Tuesday, December 10, 2013

The 4th Amendment and Government Surveillance

The right of the people to be secure in their persons, houses, papers, and effects
against unreasonable searches and seizures, shall not be violated, and no Warrants shall issue, but upon probable cause, supported by Oath or affirmation, and particularly describing the place to be searched, and the persons or things to be seized.

'Nuff said.

But if you need some more, then HERE:

State surveillance of personal data is theft, say world's leading authors

AND THEN THERE'S THIS FROM ME:


We Have the Right To Bear Encryption


This NSA issue has got me to thinking about how we, who may oppose the government from time to time, are going to be able to avoid detection and ensure that our movements and communications are secure.

How does one avoid an Omniscient all-seeing Government Machine like PRISM?

If one wants to communicate something privately through a digital system, the way to do it is to Encrypt the code. I am certainly no expert. But, as I understand it, PGP is one simple, yet powerful way to send and receive a secure message.

It has occurred to me that, in a Surveillance society, Encryption is just as dangerous to a tyrranical government as guns.

And yet, we have no codified Right to Encryption. And we can be pretty sure that, as citizens become more and more aware that we are never truly alone (without the government snooping on us in some way), we will all find that various forms of encryption (or screwing with the code) will become ever more important and even necessary.

One of the brilliant things about the Bill of Rights, as framed by our Founding Fathers, was that they it is based on the concept of Natural Rights. These are rights which exist, just like logic and mathematics, separately from the human mind. They are true because they are true, not because human beings invented them.

We are Free because we are Free. If one is a believer in the Judeo-Christian religion, then one believes he is Free because God Created human beings to be Free.

Our Freedom of Speech, our Freedom of Conscience, our Freedom to own weapons to protect ourselves, these are not Rights given to us by the Laws of man. No King bequeaths us these Rights. These Rights are ours because they exist before the vote, before the decree of a King. They are axiomatic. They are Universal and Inalienable. They are as true as 2 + 2 = 4.

The Bill of Rights only codified what already existed. Just as Biologists who discover "new species" have not really done anything new, but have instead merely noted the existence of something that was already there, so the Bill of Rights merely noted that we have these Rights. The Rights came before the Bill. The Bill merely enumerated them.

Before the Bill of Rights, the Rights existed and had not been noted.

Now, even as the Bill of Rights exists, we find ourselves in ever new situations, as the world changes, and sometimes, we, like the Biologist who finds a "new species", may find a "new Right."

There are two Rights which I believe are just as Universal and Inalienable as the original 10.

These are:

1) The Right to the absolute Privacy of our own minds, and the contents, and issue thereof.

2) The Right to have, as our property, the necessary Encryption technologies to maintain the Privacy, contents and issuance of our minds.

Just as the Right to Bear Arms naturally follows the Right to Free Speech and Religion, so the Right to Bear Encryption naturally follows from the Right to the Absolute Privacy of our own minds.

As technology develops in the 21st century, the line between computer and the human mind will become more and more blurred.

Already there are chips which can be planted in the Retina which can transmit data to the human brain which can help a blind person to see. That is uploading of digital data directly to the human brain.

Already there are computers which can be controlled by the thoughts of a human brain. That is downloading of digital data directly into a computer.

This downloading and uploading of information between brain and computer will only become more and more sophisticated as the 21st Century winds on. Before we know it, we will be truly thinking with the help of Google. We will wonder about something and immediately the answer will come to us. We will have a thought and immediately it will be transported out onto the worldwide web of digital information.

At this point, the question becomes, what separates one individual human being from another? Will we be doomed to think with a hive mind? Will our thoughts always be directed by Web Browser Systems, just as the web pages we visit now are filled with Advertisements tailored specifically to our "needs"?

Or will we devise the necessary means to keep ourselves separate, to ensure the Absolute Privacy of thought necessary for a human being to function as an Individual, created by God with Free Will and Creativity?

I believe Privacy is absolutely necessary to the exercise of Free Will and the genesis of creative processes in the human mind.

I believe this is axiomatic; Universal, and Inalienably true.

I also think we'd better start having some serious conversations along these lines, because the genie is out of the bottle, my friends. The future is rushing at us with a speed that is almost, but not quite, faster than the human mind itself.

Now, what are we prepared to do about it?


▶ [YOUR TASK]
Could you restate the entries below word for word and leave the images out?

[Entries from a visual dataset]
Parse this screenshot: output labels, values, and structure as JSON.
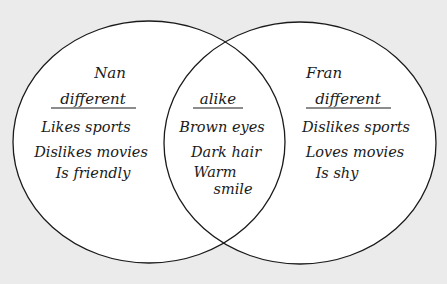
{
  "diagram": {
    "type": "venn",
    "colors": {
      "background": "#ebebeb",
      "circle_fill": "#ffffff",
      "stroke": "#1a1a1a"
    },
    "left": {
      "name": "Nan",
      "heading": "different",
      "items": [
        "Likes sports",
        "Dislikes movies",
        "Is friendly"
      ]
    },
    "overlap": {
      "heading": "alike",
      "items": [
        "Brown eyes",
        "Dark hair",
        "Warm",
        "smile"
      ]
    },
    "right": {
      "name": "Fran",
      "heading": "different",
      "items": [
        "Dislikes sports",
        "Loves movies",
        "Is shy"
      ]
    }
  }
}
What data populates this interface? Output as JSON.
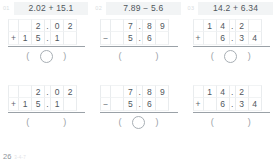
{
  "footer": {
    "page_number": "26",
    "note": "3-4-7"
  },
  "answer_paren": {
    "left": "(",
    "right": ")"
  },
  "problems": [
    {
      "index": "01",
      "expression": "2.02 + 15.1",
      "rows": [
        {
          "op": "",
          "cells": [
            "",
            "2",
            ".",
            "0",
            "2"
          ]
        },
        {
          "op": "+",
          "cells": [
            "1",
            "5",
            ".",
            "1",
            ""
          ]
        }
      ],
      "has_circle": true
    },
    {
      "index": "02",
      "expression": "7.89 − 5.6",
      "rows": [
        {
          "op": "",
          "cells": [
            "",
            "7",
            ".",
            "8",
            "9"
          ]
        },
        {
          "op": "−",
          "cells": [
            "",
            "5",
            ".",
            "6",
            ""
          ]
        }
      ],
      "has_circle": false
    },
    {
      "index": "03",
      "expression": "14.2 + 6.34",
      "rows": [
        {
          "op": "",
          "cells": [
            "1",
            "4",
            ".",
            "2",
            ""
          ]
        },
        {
          "op": "+",
          "cells": [
            "",
            "6",
            ".",
            "3",
            "4"
          ]
        }
      ],
      "has_circle": true
    },
    {
      "index": "",
      "expression": "",
      "rows": [
        {
          "op": "",
          "cells": [
            "",
            "2",
            ".",
            "0",
            "2"
          ]
        },
        {
          "op": "+",
          "cells": [
            "1",
            "5",
            ".",
            "1",
            ""
          ]
        }
      ],
      "has_circle": false
    },
    {
      "index": "",
      "expression": "",
      "rows": [
        {
          "op": "",
          "cells": [
            "",
            "7",
            ".",
            "8",
            "9"
          ]
        },
        {
          "op": "−",
          "cells": [
            "",
            "5",
            ".",
            "6",
            ""
          ]
        }
      ],
      "has_circle": true
    },
    {
      "index": "",
      "expression": "",
      "rows": [
        {
          "op": "",
          "cells": [
            "1",
            "4",
            ".",
            "2",
            ""
          ]
        },
        {
          "op": "+",
          "cells": [
            "",
            "6",
            ".",
            "3",
            "4"
          ]
        }
      ],
      "has_circle": false
    }
  ]
}
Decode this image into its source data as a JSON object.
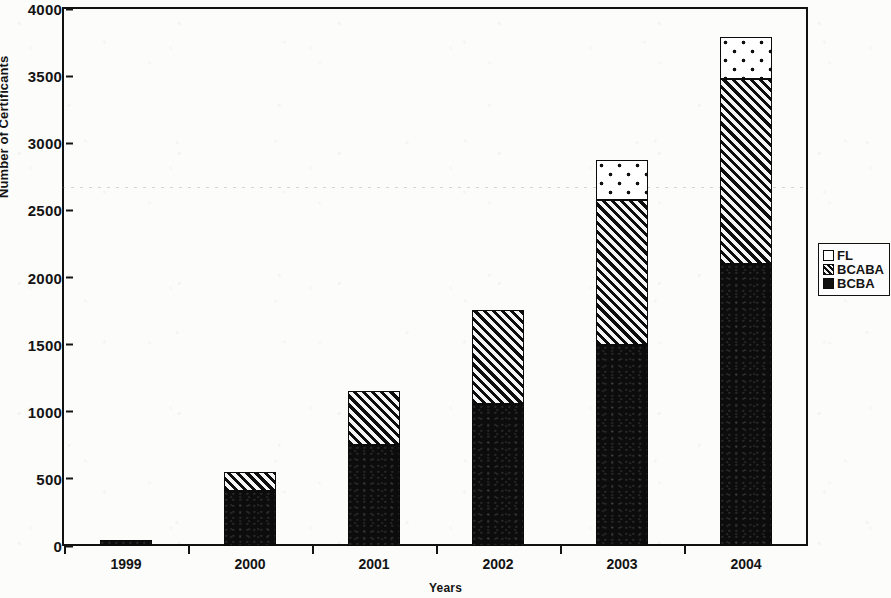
{
  "chart_data": {
    "type": "bar",
    "stacked": true,
    "title": "",
    "xlabel": "Years",
    "ylabel": "Number of Certificants",
    "categories": [
      "1999",
      "2000",
      "2001",
      "2002",
      "2003",
      "2004"
    ],
    "series": [
      {
        "name": "BCBA",
        "fill": "solid-black",
        "values": [
          45,
          412,
          750,
          1060,
          1500,
          2100
        ]
      },
      {
        "name": "BCABA",
        "fill": "diagonal-hatch",
        "values": [
          0,
          143,
          405,
          700,
          1075,
          1375
        ]
      },
      {
        "name": "FL",
        "fill": "dotted-white",
        "values": [
          0,
          0,
          0,
          0,
          300,
          315
        ]
      }
    ],
    "totals": [
      45,
      555,
      1155,
      1760,
      2875,
      3790
    ],
    "ylim": [
      0,
      4000
    ],
    "yticks": [
      0,
      500,
      1000,
      1500,
      2000,
      2500,
      3000,
      3500,
      4000
    ],
    "ytick_labels": [
      "0",
      "500",
      "1000",
      "1500",
      "2000",
      "2500",
      "3000",
      "3500",
      "4000"
    ],
    "grid": false,
    "legend_position": "right",
    "legend_order": [
      "FL",
      "BCABA",
      "BCBA"
    ],
    "colors": {
      "axis": "#141414",
      "bcba": "#0c0c0c",
      "bcaba_hatch": "#0d0d0d",
      "bcaba_bg": "#f2f2f2",
      "fl_bg": "#ffffff",
      "fl_dots": "#111111",
      "background": "#fcfcfb"
    }
  },
  "axes": {
    "y_title": "Number of Certificants",
    "x_title": "Years"
  },
  "legend": {
    "items": [
      {
        "label": "FL",
        "swatch": "fl-swatch-icon"
      },
      {
        "label": "BCABA",
        "swatch": "bcaba-swatch-icon"
      },
      {
        "label": "BCBA",
        "swatch": "bcba-swatch-icon"
      }
    ]
  }
}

▶ [TASK ANSWER]
Parse this screenshot: output labels, values, and structure as JSON.
{
  "diagram": {
    "type": "venn",
    "colors": {
      "background": "#ebebeb",
      "circle_fill": "#ffffff",
      "stroke": "#1a1a1a"
    },
    "left": {
      "name": "Nan",
      "heading": "different",
      "items": [
        "Likes sports",
        "Dislikes movies",
        "Is friendly"
      ]
    },
    "overlap": {
      "heading": "alike",
      "items": [
        "Brown eyes",
        "Dark hair",
        "Warm",
        "smile"
      ]
    },
    "right": {
      "name": "Fran",
      "heading": "different",
      "items": [
        "Dislikes sports",
        "Loves movies",
        "Is shy"
      ]
    }
  }
}
What data populates this interface? Output as JSON.
{
  "footer": {
    "page_number": "26",
    "note": "3-4-7"
  },
  "answer_paren": {
    "left": "(",
    "right": ")"
  },
  "problems": [
    {
      "index": "01",
      "expression": "2.02 + 15.1",
      "rows": [
        {
          "op": "",
          "cells": [
            "",
            "2",
            ".",
            "0",
            "2"
          ]
        },
        {
          "op": "+",
          "cells": [
            "1",
            "5",
            ".",
            "1",
            ""
          ]
        }
      ],
      "has_circle": true
    },
    {
      "index": "02",
      "expression": "7.89 − 5.6",
      "rows": [
        {
          "op": "",
          "cells": [
            "",
            "7",
            ".",
            "8",
            "9"
          ]
        },
        {
          "op": "−",
          "cells": [
            "",
            "5",
            ".",
            "6",
            ""
          ]
        }
      ],
      "has_circle": false
    },
    {
      "index": "03",
      "expression": "14.2 + 6.34",
      "rows": [
        {
          "op": "",
          "cells": [
            "1",
            "4",
            ".",
            "2",
            ""
          ]
        },
        {
          "op": "+",
          "cells": [
            "",
            "6",
            ".",
            "3",
            "4"
          ]
        }
      ],
      "has_circle": true
    },
    {
      "index": "",
      "expression": "",
      "rows": [
        {
          "op": "",
          "cells": [
            "",
            "2",
            ".",
            "0",
            "2"
          ]
        },
        {
          "op": "+",
          "cells": [
            "1",
            "5",
            ".",
            "1",
            ""
          ]
        }
      ],
      "has_circle": false
    },
    {
      "index": "",
      "expression": "",
      "rows": [
        {
          "op": "",
          "cells": [
            "",
            "7",
            ".",
            "8",
            "9"
          ]
        },
        {
          "op": "−",
          "cells": [
            "",
            "5",
            ".",
            "6",
            ""
          ]
        }
      ],
      "has_circle": true
    },
    {
      "index": "",
      "expression": "",
      "rows": [
        {
          "op": "",
          "cells": [
            "1",
            "4",
            ".",
            "2",
            ""
          ]
        },
        {
          "op": "+",
          "cells": [
            "",
            "6",
            ".",
            "3",
            "4"
          ]
        }
      ],
      "has_circle": false
    }
  ]
}
Decode this image into its source data as a JSON object.
{
  "chart_data": {
    "type": "bar",
    "stacked": true,
    "title": "",
    "xlabel": "Years",
    "ylabel": "Number of Certificants",
    "categories": [
      "1999",
      "2000",
      "2001",
      "2002",
      "2003",
      "2004"
    ],
    "series": [
      {
        "name": "BCBA",
        "fill": "solid-black",
        "values": [
          45,
          412,
          750,
          1060,
          1500,
          2100
        ]
      },
      {
        "name": "BCABA",
        "fill": "diagonal-hatch",
        "values": [
          0,
          143,
          405,
          700,
          1075,
          1375
        ]
      },
      {
        "name": "FL",
        "fill": "dotted-white",
        "values": [
          0,
          0,
          0,
          0,
          300,
          315
        ]
      }
    ],
    "totals": [
      45,
      555,
      1155,
      1760,
      2875,
      3790
    ],
    "ylim": [
      0,
      4000
    ],
    "yticks": [
      0,
      500,
      1000,
      1500,
      2000,
      2500,
      3000,
      3500,
      4000
    ],
    "ytick_labels": [
      "0",
      "500",
      "1000",
      "1500",
      "2000",
      "2500",
      "3000",
      "3500",
      "4000"
    ],
    "grid": false,
    "legend_position": "right",
    "legend_order": [
      "FL",
      "BCABA",
      "BCBA"
    ],
    "colors": {
      "axis": "#141414",
      "bcba": "#0c0c0c",
      "bcaba_hatch": "#0d0d0d",
      "bcaba_bg": "#f2f2f2",
      "fl_bg": "#ffffff",
      "fl_dots": "#111111",
      "background": "#fcfcfb"
    }
  },
  "axes": {
    "y_title": "Number of Certificants",
    "x_title": "Years"
  },
  "legend": {
    "items": [
      {
        "label": "FL",
        "swatch": "fl-swatch-icon"
      },
      {
        "label": "BCABA",
        "swatch": "bcaba-swatch-icon"
      },
      {
        "label": "BCBA",
        "swatch": "bcba-swatch-icon"
      }
    ]
  }
}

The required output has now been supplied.